Right after I got surgery, I felt strange. I felt strange that I spent so much money on something so self-indulgent. And I felt really strange about my place in the world. I called a friend who, like me, is not taking testosterone, gets read as female fairly frequently, and who had chest reconstruction surgery. I tried to articulate the fact that all of a sudden, it felt as if I didn't exist in the world, save for in the presence of a few people that understood my wonderfully freakish, spectacularly monstrous gender. He both reassured and disappointed me with his reply: "We're illegible. But everyone is, it's just that most people are never confronted with the situation of really realizing it." We are all constantly misreading, misunderstanding, and misinterpreting others in the world. But if identity were simple and easily readable, it wouldn't be fun and it wouldn't be interesting. What I hope for is a way in which we can actively articulate, rewrite, translate, and metaphorize, both in terms of verbal and bodily language, in order to continue the long project of fighting ourselves into existence. At the same time, I want us to remember the ways in which we read other people, and to remember that there's always something lost in the translation, that there is something sinister in the process of categorizing people even with good intention, and that there are multiple and changing ways to interpret and represent. In these simultaneous and related practices, it seems that there is room to both better understand the complexity of everyone's identities (including those that we, as queers, as artists, and as freaks might otherwise write off as "simple" or "one-dimensional"), and to further articulate our own identities, to each other as well as on a much larger scale. The details are always the best part of the book, anyway.

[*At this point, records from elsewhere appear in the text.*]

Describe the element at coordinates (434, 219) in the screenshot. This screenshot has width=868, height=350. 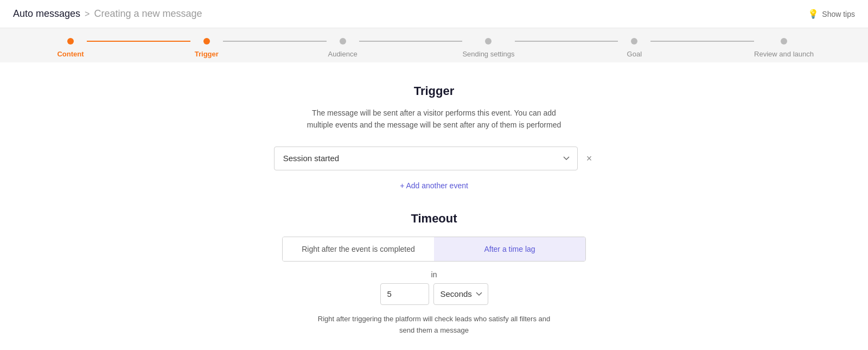
I see `timeout-title: Timeout` at that location. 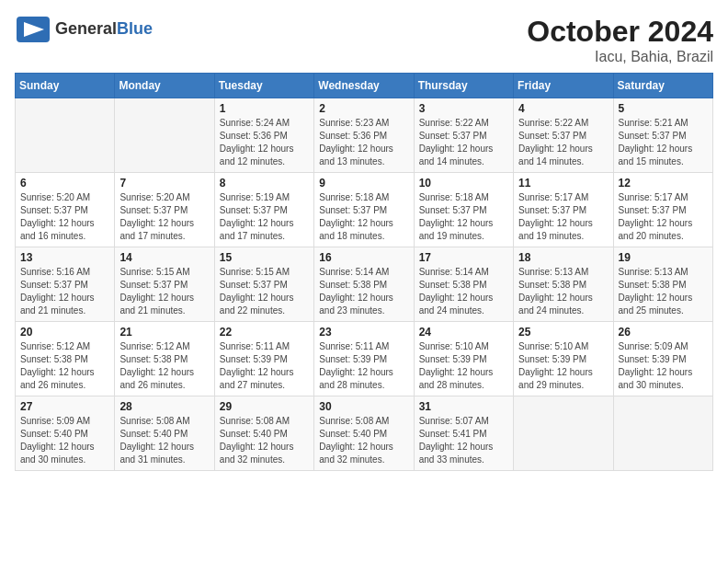 What do you see at coordinates (156, 304) in the screenshot?
I see `daylight-label: Daylight: 12 hours and 21 minutes.` at bounding box center [156, 304].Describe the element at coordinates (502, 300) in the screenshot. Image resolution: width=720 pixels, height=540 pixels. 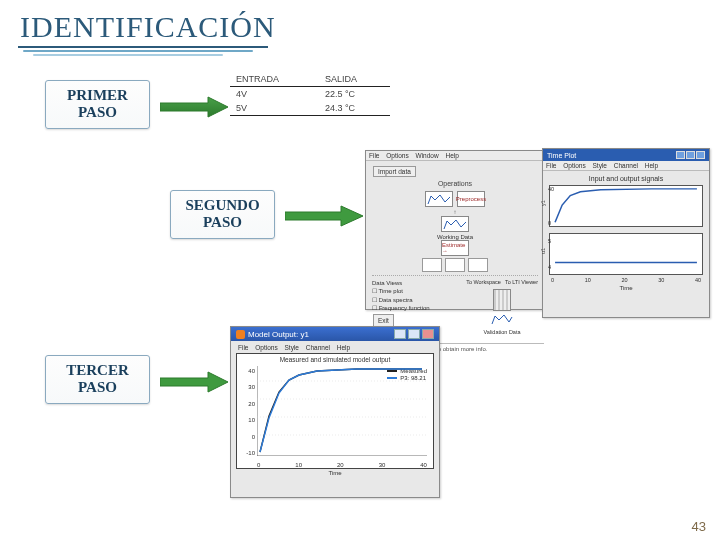
I see `trash-icon` at that location.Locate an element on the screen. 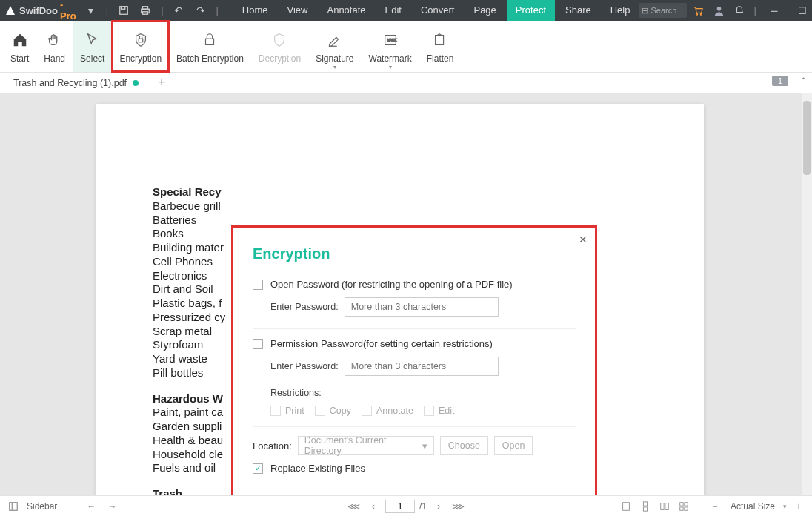 Image resolution: width=812 pixels, height=516 pixels. tool-decryption: Decryption is located at coordinates (280, 46).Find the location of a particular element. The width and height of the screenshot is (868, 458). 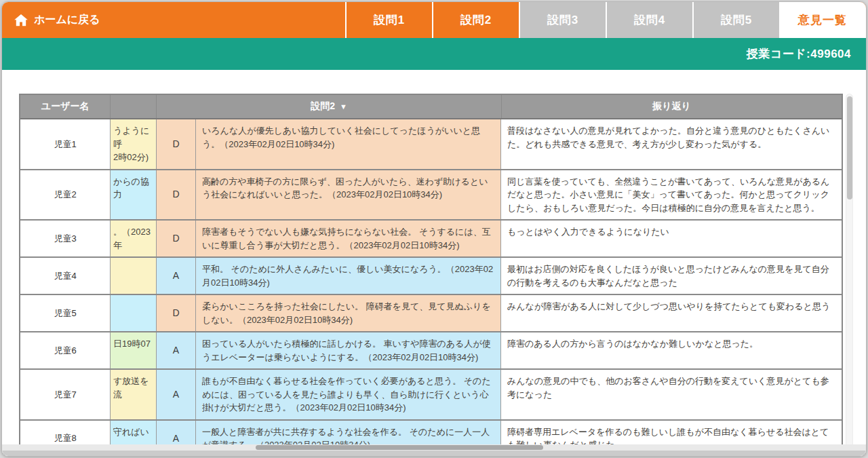

tab-bar: 設問1設問2設問3設問4設問5意見一覧 is located at coordinates (606, 20).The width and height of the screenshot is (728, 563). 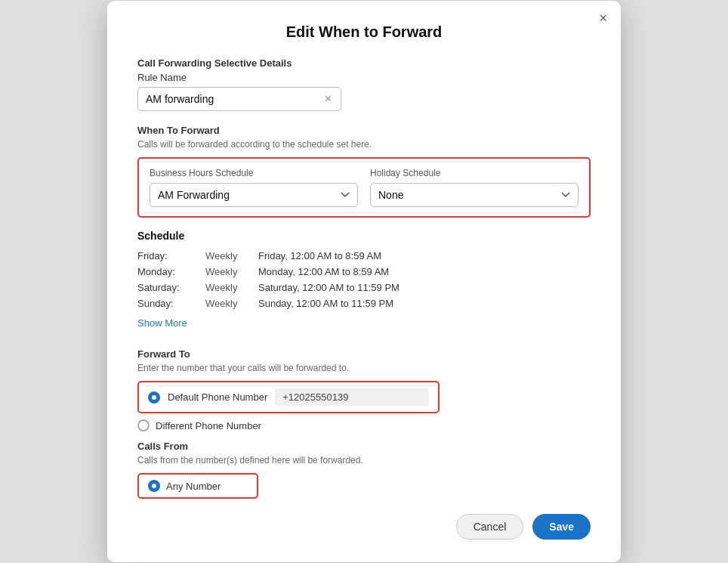 What do you see at coordinates (364, 354) in the screenshot?
I see `forward-to-label: Forward To` at bounding box center [364, 354].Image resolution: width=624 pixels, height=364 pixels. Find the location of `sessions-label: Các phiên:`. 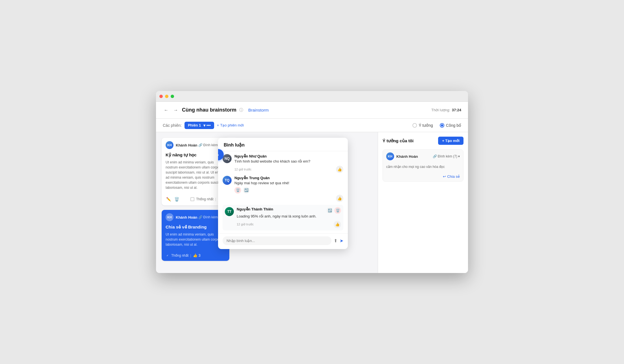

sessions-label: Các phiên: is located at coordinates (172, 125).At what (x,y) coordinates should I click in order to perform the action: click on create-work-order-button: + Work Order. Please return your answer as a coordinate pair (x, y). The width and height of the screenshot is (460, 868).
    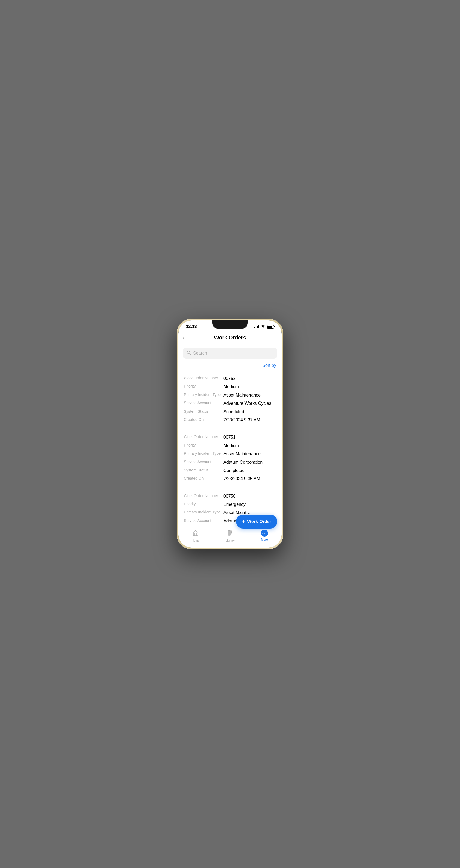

*This brilliant (and quite convincing, I might add) idea comes from a zine written by Annie Danger called "Go Fuck Yourself." It's full of excellent tips, mainly on making your own sex toys, and also on making your own gender-altering devices. Write to her for a copy of your own right now: Annie Danger/379 40thSt./ Oakland, CA 94609/ touchtwice@yahoo.com
**Without expanding excessively on the situation with my parents, I will say that part of my Tit Drag during their visit had to do with strategically holding off from utterly alienating them with my gender project in order to begin to build a sturdier foundation with them upon which to work out our issues with one another. I'm a Capricorn, and I value long, planned-out processes. I feel weird about tit drag, but excellent about the space that I felt it opened up that points toward a time when we'll be able to discuss more about my gender and surgery in a manner that won't alienate all of us from each other.